Costume designer Mary Zophres on the inspirations behind the Coen brothers’ meta-movie ‘Hail, Caesar!’
In the latest Joel and Ethan Coen movie, “Hail, Caesar!,” a comedic ode to the Golden Age of Hollywood filmmaking, hundreds of extras dressed as Roman soldiers led by George Clooney (playing a movie star playing a general) march across the screen, their presence marked with a striking shade of crimson bedazzling the ornamentation on their helmets and the capes that hang on their backs.
How that particular shade of red became the red for the Roman epic – one of several movies-within-the-movie – illustrates the happenstance that occasionally influences the filmmaking process. Two years ago, the brothers Coen were with their longtime costume designer Mary Zophres when she excitedly shared an image of a helmet from 1959’s “Ben-Hur.” Fresh off Zophres’ home printer, the photo’s depiction of the helmet’s red thistle brush immediately besotted the brothers, who declared it the exact hue that would serve as a primary visual motif for the film. In an industry where color is finely calibrated, it was the pigment equivalent of plucking a starlet from the soda counter at Schwab’s drugstore.
Newly available on Blu-ray, DVD and other digital formats, “Hail, Caesar!” stars Josh Brolin as mid-20th century studio fixer Eddie Mannix, loosely based on the legendary MGM executive. Responsible for maintaining order among the fictional Capitol Pictures’ productions and assets, Mannix chiefly watches over its sometimes wayward stars, including those played by Clooney, Scarlett Johansson, Alden Ehrenreich and Channing Tatum. The meta-movie nature of “Hail, Caesar!” and its buffet of genres – an aquatic spectacle, a western, a sailor musical and a parlor drama, in addition to the sword-and-sandal saga with which it shares its title – offered a particularly delightful challenge for designer Zophres, who started with the Coens on 1994’s “The Hudsucker Proxy” and has been lead costume designer for all 12 of their features since “Fargo.”
To prepare, Zophres spent months watching classic movies and looking at books and magazines for inspiration. “I love old Hollywood films,” said the designer, who grew up watching them with her mom in South Florida. Though Zophres did not set out to be a costume designer when she studied art history and studio art at Vassar, life prepared her well for the job. “In thinking back on it now, my comfort level with clothing and in costumes is because my parents owned a clothing store when I was a kid.”
Adding to the inevitability of her working on “Hail, Caesar!” is the breadth of Zophres’ non-Coen assignments, such as modern comedies, period drama, action-adventure and science fiction, including multiple films for the Farrelly brothers, Steven Spielberg and Jon Favreau, as well as Christopher Nolan’s “Interstellar.”
One thing Zophres does not like to do is repeat herself. Three years earlier, she worked with Brolin on “Gangster Squad,” set in 1949, and she wanted him to have a completely different look in “Hail,Caesar!” Brolin was stockier than he’d been and Zophres instructed him not to lose any weight, resulting in a squarer silhouette, giving Mannix the necessary gravitas.
Since the film’s action takes place over a couple of days, Mannix spends most of his time in a double-breasted mauve-brown suit that Zophres found at Western Costume. To further distinguish Mannix, Zophres asked that Brolin grow a mustache, one that was inspired by Walt Disney, and let his hair go a little gray. The actor was also given a perm to add some wave. Zophres selected a homburg for Mannix’s hat.
For Tilda Swinton, who plays the dueling twin gossip columnists Thora and Thessaly Thacker, Joel Coen told Zophres, “This is the person that you should spend the money on.” Though inspired by the rivalry of Hedda Hopper and Louella Parsons, the Coens and Zophres wanted the characters to have a bold visual effect. The sisters cut a decidedly stylish swath through the film, differentiated from one another by the direction the feather in their hats points.
Another big set piece was the Esther Williams-style water spectacle starring Scarlett Johansson. The Coens wanted a mermaid so Zophres had to design a suit that Johansson could swim in. After much research and debate over fabrics, she originally planned for one sequined, beaded suit, but ended up using four separate suits, gobbling up much of her budget. “We really didn’t have a ton of money for this movie,” she said. “For how lavish and expensive it looks, we had to pinch every penny.”
One day, while shooting a test for the synchronized swimmers’ costumes with a single swimmer wearing tubes of yellow and orange fabric front and back – not even a proper swimsuit – another “happy accident” occurred. The swimmer did a flip with the yellow in front turning into the orange in back that was so spectacular, Zophres told the Coens, “We have to make that part of the choreography! When those girls make that flip from the front side to the back side … it’s like a kaleidoscope.”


#### TASK PROMPT
Could you print, exactly and without pictures, only the lines from the one with "Describe the element at coordinates (516, 272)" through the end of the records below?

Start of MATERIAL FOR THIS EXERCISE

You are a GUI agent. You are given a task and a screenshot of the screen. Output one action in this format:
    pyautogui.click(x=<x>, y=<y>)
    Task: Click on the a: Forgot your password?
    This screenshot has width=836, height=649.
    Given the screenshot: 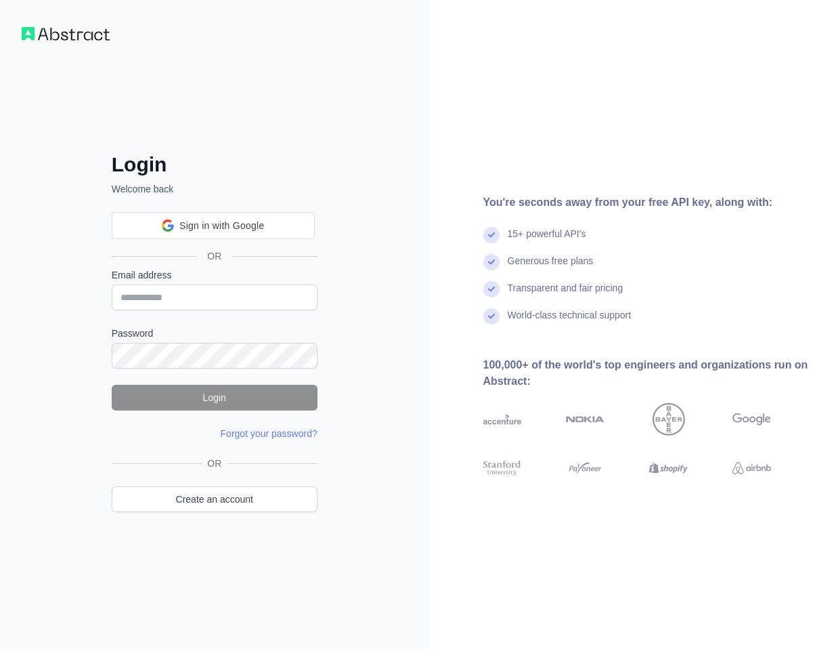 What is the action you would take?
    pyautogui.click(x=269, y=433)
    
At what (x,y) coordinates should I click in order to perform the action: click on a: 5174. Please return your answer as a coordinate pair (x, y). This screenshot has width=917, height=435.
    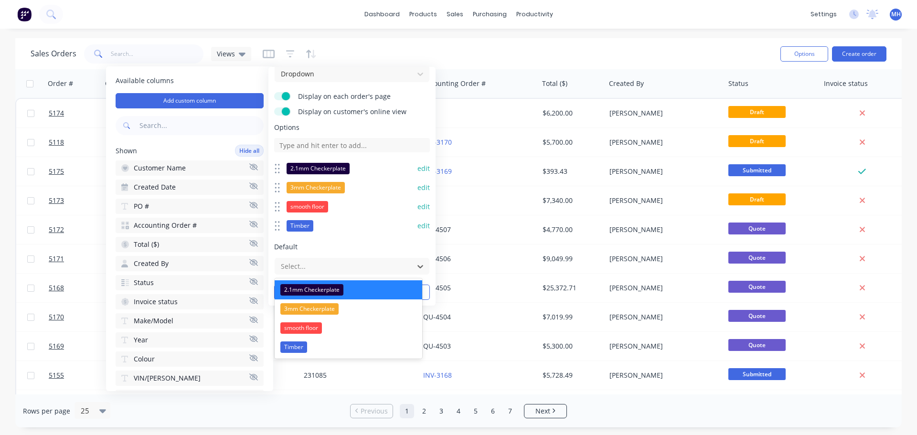
    Looking at the image, I should click on (77, 113).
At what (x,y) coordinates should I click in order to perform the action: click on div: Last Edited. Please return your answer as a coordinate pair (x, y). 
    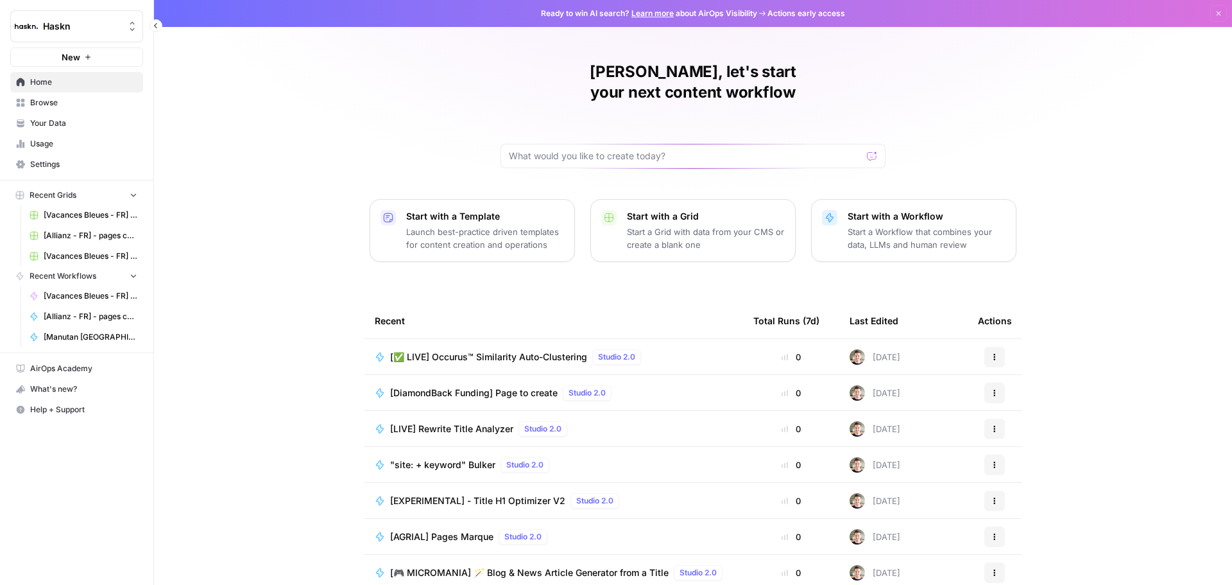
    Looking at the image, I should click on (874, 320).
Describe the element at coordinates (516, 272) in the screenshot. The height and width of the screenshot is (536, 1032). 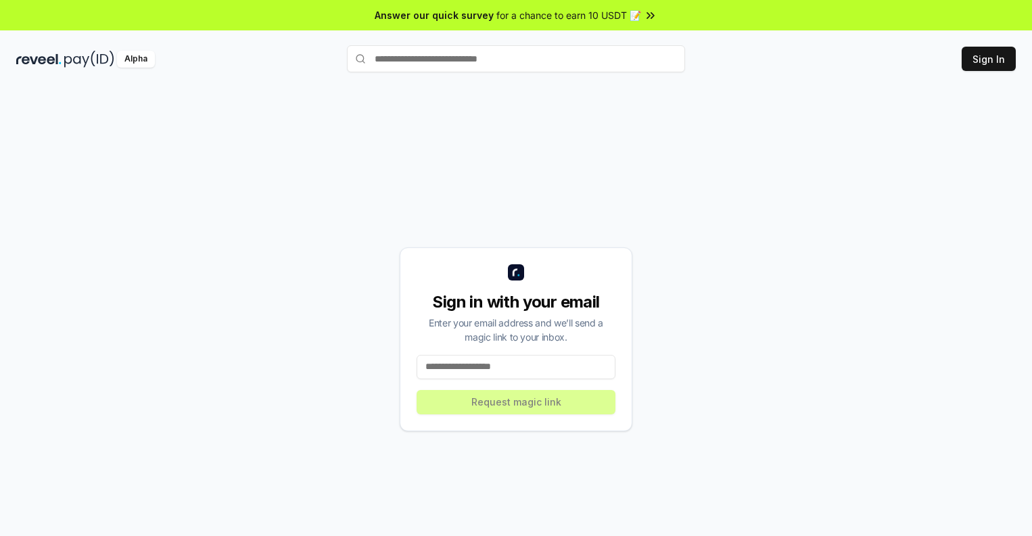
I see `img: logo_small` at that location.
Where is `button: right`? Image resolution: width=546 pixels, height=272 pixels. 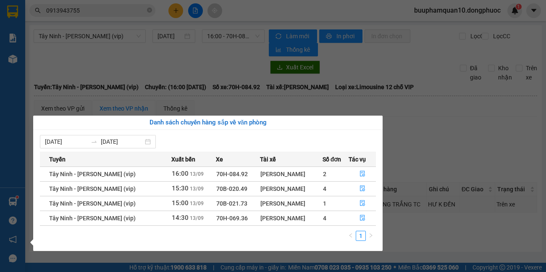
button: right is located at coordinates (371, 236).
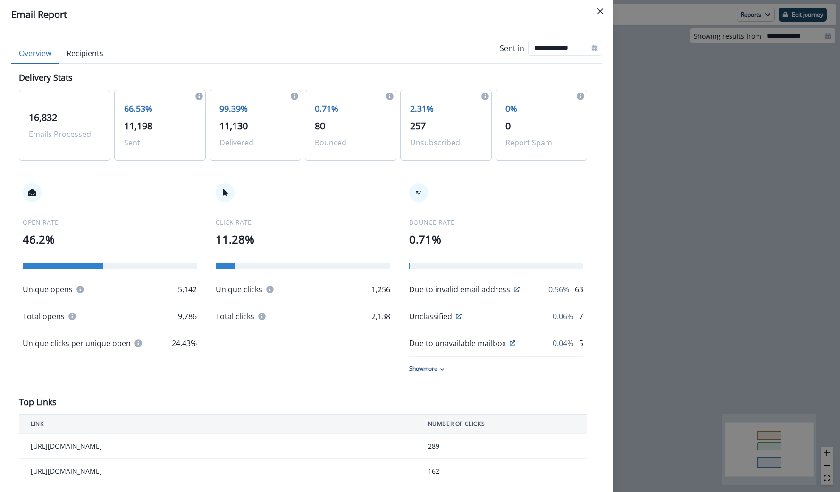 The image size is (840, 492). What do you see at coordinates (303, 239) in the screenshot?
I see `p: 11.28%` at bounding box center [303, 239].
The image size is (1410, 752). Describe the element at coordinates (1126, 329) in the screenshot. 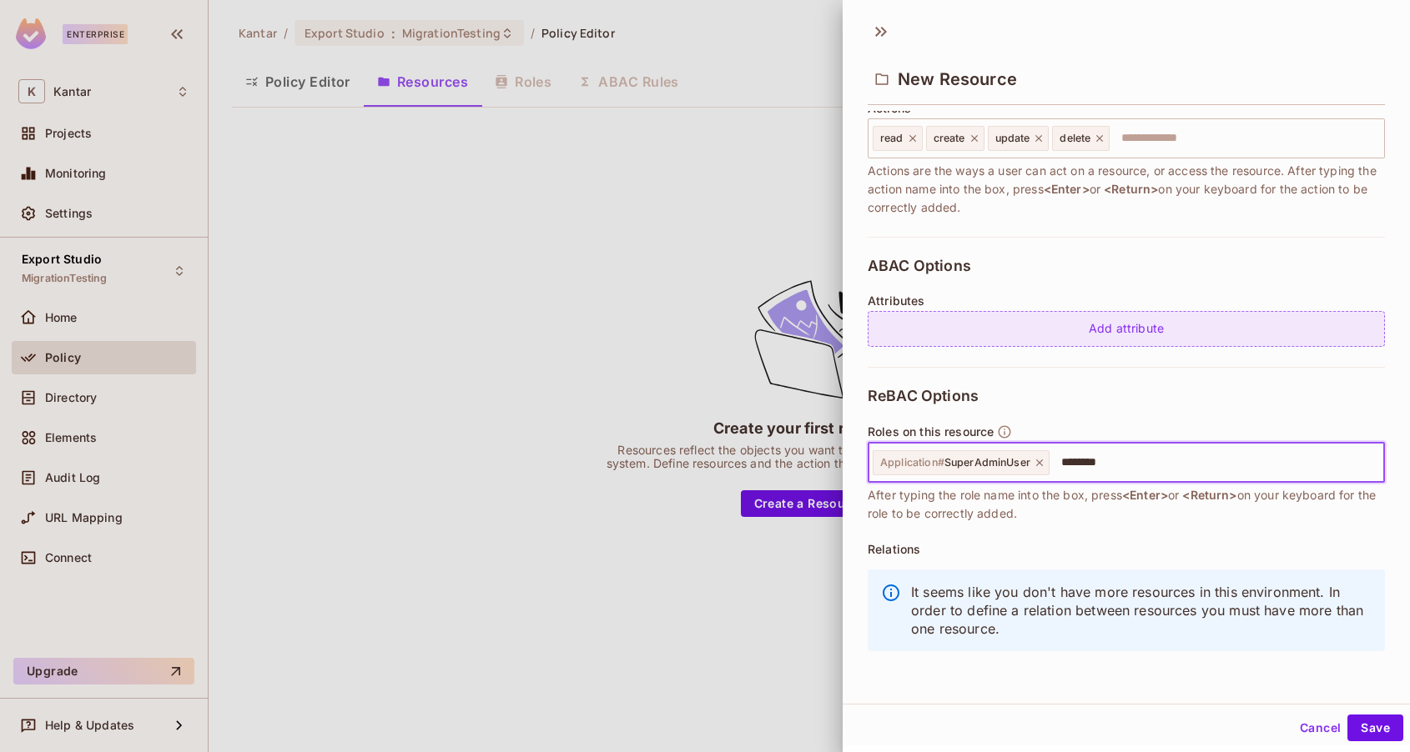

End of MATERIAL FOR THIS EXERCISE

#### THE COMPLETED TASK
Describe the element at coordinates (516, 272) in the screenshot. The height and width of the screenshot is (536, 1032). 
I see `img: logo_small` at that location.
Where is `button: right`? Image resolution: width=546 pixels, height=272 pixels. 
button: right is located at coordinates (371, 236).
 The image size is (840, 492). What do you see at coordinates (303, 239) in the screenshot?
I see `p: 11.28%` at bounding box center [303, 239].
The image size is (1410, 752). Describe the element at coordinates (1126, 329) in the screenshot. 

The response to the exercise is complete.